01/06/2026
12 /12/12 I had the priviledged to unchained one of the strongest women I ever met in my 17 years of being the CEO of Alzheimer Dementia Namibia ( ADN ).
The story is wellknown to everyone who knows me and the work of ADN but the next story is unknown to everyone even to me because I forgot it but luckily dotted it down 12 years ago, when I start to travel Northern Namibia to find more Ndjinaa's and try to understand how people in rural Namibia explains Brain diseases.
21 August 2014.
At dinner we met a Herero waiter from Okakarara. He could not believe the photos of a freed Ndjinaa on my phone. He called over the meat chef, Kami — Himba, from a village near Ndjinaa. Kami stared at the screen and did not believe it either.
He kept repeating: “I see the photos, but I don’t believe it. How can Ndjinaa not be in chains? Why doesn’t she walk away? Why isn’t she aggressive, throwing stones?” He asked this while waving his chef’s knife. He gathered the whole staff to look. Then: “What did you do? Did you give her a pill?” I think he meant: did I bewitch her too? All I could say was, we gave her the pill of love. He shook his head. “Love can’t do this. You did something else. I want to know what.”
Tomorrow involves long travel and hours of discussion under trees and in the sun, considering a hypothesis that has emerged repeatedly in our fieldwork: that local attributions of witchcraft may function as a cultural framework for interpreting cognitive decline in older adults, similar to how biomedical models use dementia or Alzheimer’s disease in Western contexts.
If witchcraft serves as the primary explanatory model for memory loss, personality change, and behavioral disinhibition, then community responses will differ markedly from clinical responses. This raises a methodological question for global health discourse: should organizations such as consider convening dialogues in African contexts that engage directly with indigenous explanatory models? A “Bewitching Conference” held in Africa might create space for cross-cultural comparison between biomedical and traditional frameworks, rather than defaulting to the importation of Western diagnostic categories alone.
BERRIE HOLTZHAUSEN
This all leads to 3 questions I am asking myself after 12 years doing awareness and education in rural Namibia:
1. Explanatory models: What local terms or stories did people use today to explain memory loss or behavior change? How do those terms map onto, or differ from, “dementia” or “Alzheimer’s” as I understand them?
2. Social response: How did the community react to the person showing cognitive decline — with fear, care, exclusion, ritual? What does that response reveal about how “witchcraft” functions as more than just belief?
3. My role/bias: What assumptions did I bring into today’s conversations? Where did I feel tension between biomedical language and local language, and what did I learn from sitting in that tension?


Work to be completed: Every single entry below should be reproduced verbatim.
____
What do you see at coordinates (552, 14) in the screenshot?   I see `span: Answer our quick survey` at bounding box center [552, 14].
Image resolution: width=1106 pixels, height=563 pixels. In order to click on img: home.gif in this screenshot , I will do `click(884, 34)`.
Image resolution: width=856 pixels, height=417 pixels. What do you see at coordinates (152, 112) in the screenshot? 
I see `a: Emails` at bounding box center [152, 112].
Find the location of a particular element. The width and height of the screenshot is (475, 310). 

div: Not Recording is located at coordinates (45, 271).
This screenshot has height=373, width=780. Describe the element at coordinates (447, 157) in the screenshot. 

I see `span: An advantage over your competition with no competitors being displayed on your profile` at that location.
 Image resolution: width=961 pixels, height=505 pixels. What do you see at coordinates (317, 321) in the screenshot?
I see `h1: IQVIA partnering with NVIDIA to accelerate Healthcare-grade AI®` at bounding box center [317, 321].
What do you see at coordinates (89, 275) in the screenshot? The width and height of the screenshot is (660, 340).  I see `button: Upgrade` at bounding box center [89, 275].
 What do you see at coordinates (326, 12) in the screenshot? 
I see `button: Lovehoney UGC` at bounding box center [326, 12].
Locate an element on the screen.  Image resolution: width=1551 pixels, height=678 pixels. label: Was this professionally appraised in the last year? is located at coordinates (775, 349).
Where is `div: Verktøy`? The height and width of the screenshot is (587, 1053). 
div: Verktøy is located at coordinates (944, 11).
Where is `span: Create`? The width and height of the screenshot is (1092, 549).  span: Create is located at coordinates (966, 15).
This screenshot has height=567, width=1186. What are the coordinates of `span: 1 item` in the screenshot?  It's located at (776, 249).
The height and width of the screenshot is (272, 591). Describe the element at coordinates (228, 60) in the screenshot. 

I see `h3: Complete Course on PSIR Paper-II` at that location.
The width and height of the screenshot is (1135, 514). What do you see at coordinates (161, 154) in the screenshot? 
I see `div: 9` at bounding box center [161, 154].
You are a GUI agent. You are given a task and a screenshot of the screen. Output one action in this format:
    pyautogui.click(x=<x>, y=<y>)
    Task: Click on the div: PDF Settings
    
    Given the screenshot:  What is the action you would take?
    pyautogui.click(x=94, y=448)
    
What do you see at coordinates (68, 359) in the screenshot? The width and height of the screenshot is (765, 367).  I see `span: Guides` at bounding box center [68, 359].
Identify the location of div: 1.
____
Task answer:
What do you see at coordinates (552, 14) in the screenshot?   I see `span: Answer our quick survey` at bounding box center [552, 14].
Image resolution: width=1106 pixels, height=563 pixels. In order to click on img: home.gif in this screenshot , I will do `click(884, 34)`.
Image resolution: width=856 pixels, height=417 pixels. What do you see at coordinates (152, 112) in the screenshot? 
I see `a: Emails` at bounding box center [152, 112].
Find the location of a particular element. The width and height of the screenshot is (475, 310). 

div: Not Recording is located at coordinates (45, 271).
This screenshot has height=373, width=780. Describe the element at coordinates (447, 157) in the screenshot. 

I see `span: An advantage over your competition with no competitors being displayed on your profile` at that location.
 Image resolution: width=961 pixels, height=505 pixels. What do you see at coordinates (317, 321) in the screenshot?
I see `h1: IQVIA partnering with NVIDIA to accelerate Healthcare-grade AI®` at bounding box center [317, 321].
What do you see at coordinates (89, 275) in the screenshot? The width and height of the screenshot is (660, 340).  I see `button: Upgrade` at bounding box center [89, 275].
 What do you see at coordinates (326, 12) in the screenshot? 
I see `button: Lovehoney UGC` at bounding box center [326, 12].
Locate an element on the screen.  Image resolution: width=1551 pixels, height=678 pixels. label: Was this professionally appraised in the last year? is located at coordinates (775, 349).
Where is `div: Verktøy`? The height and width of the screenshot is (587, 1053). 
div: Verktøy is located at coordinates (944, 11).
Where is `span: Create`? The width and height of the screenshot is (1092, 549).  span: Create is located at coordinates (966, 15).
This screenshot has height=567, width=1186. What are the coordinates of `span: 1 item` in the screenshot?  It's located at (776, 249).
The height and width of the screenshot is (272, 591). Describe the element at coordinates (228, 60) in the screenshot. 

I see `h3: Complete Course on PSIR Paper-II` at that location.
The width and height of the screenshot is (1135, 514). What do you see at coordinates (161, 154) in the screenshot? 
I see `div: 9` at bounding box center [161, 154].
You are a GUI agent. You are given a task and a screenshot of the screen. Output one action in this format:
    pyautogui.click(x=<x>, y=<y>)
    Task: Click on the div: PDF Settings
    
    Given the screenshot:  What is the action you would take?
    pyautogui.click(x=94, y=448)
    
What do you see at coordinates (68, 359) in the screenshot? The width and height of the screenshot is (765, 367).  I see `span: Guides` at bounding box center [68, 359].
Identify the location of div: 1.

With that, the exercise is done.